■ PROBLEM DESCRIPTION ■
Print exactly the lines from the one that contains "Find the location" through the final line of the entries below, both included, and nothing else; omit the pictures.

(Dataset entries)
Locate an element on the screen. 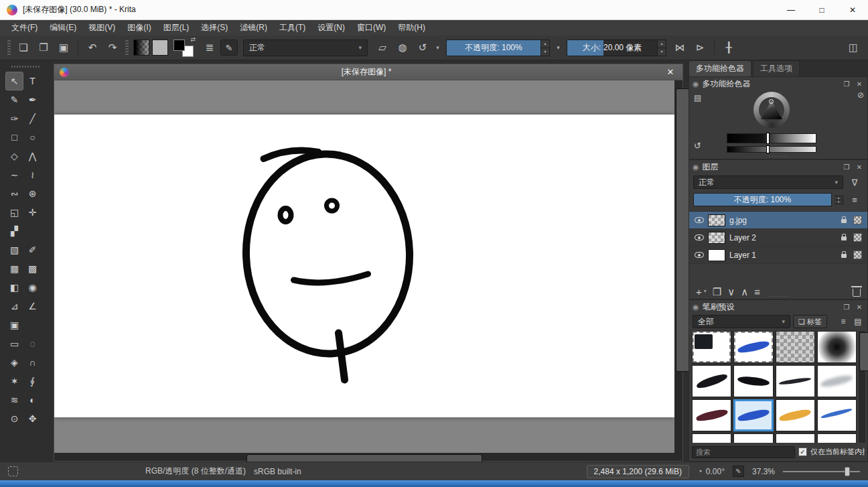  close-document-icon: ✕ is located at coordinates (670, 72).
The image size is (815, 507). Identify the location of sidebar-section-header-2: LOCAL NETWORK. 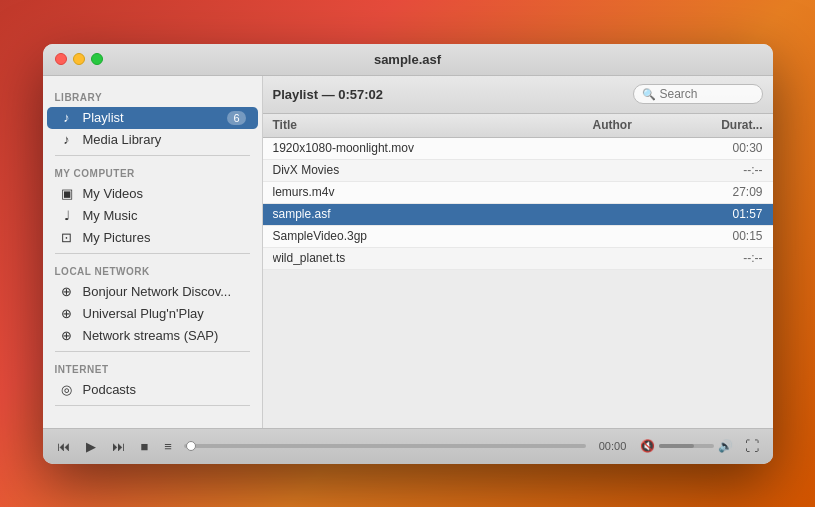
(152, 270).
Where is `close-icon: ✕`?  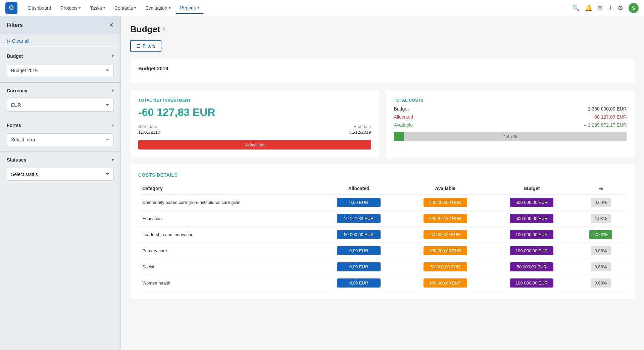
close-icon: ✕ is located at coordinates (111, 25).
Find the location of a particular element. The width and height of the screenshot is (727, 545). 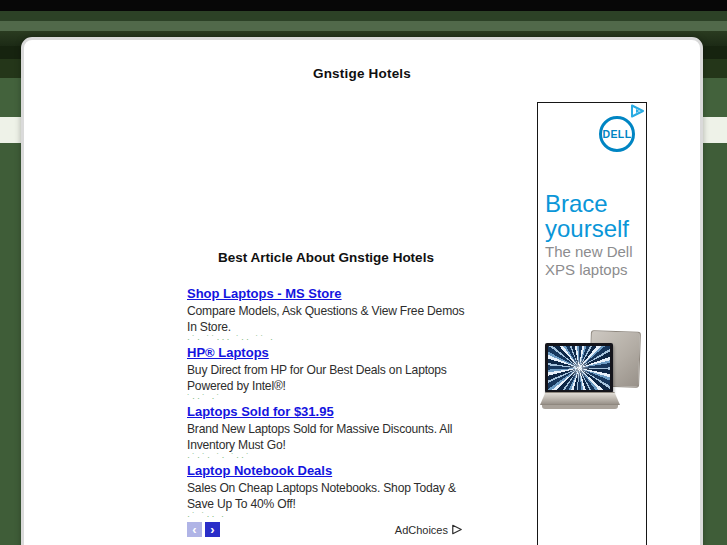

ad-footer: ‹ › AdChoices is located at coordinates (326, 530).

■ RESPONSE BOX ■
Find the location of a particular element. The width and height of the screenshot is (727, 545). 

ad-footer: ‹ › AdChoices is located at coordinates (326, 530).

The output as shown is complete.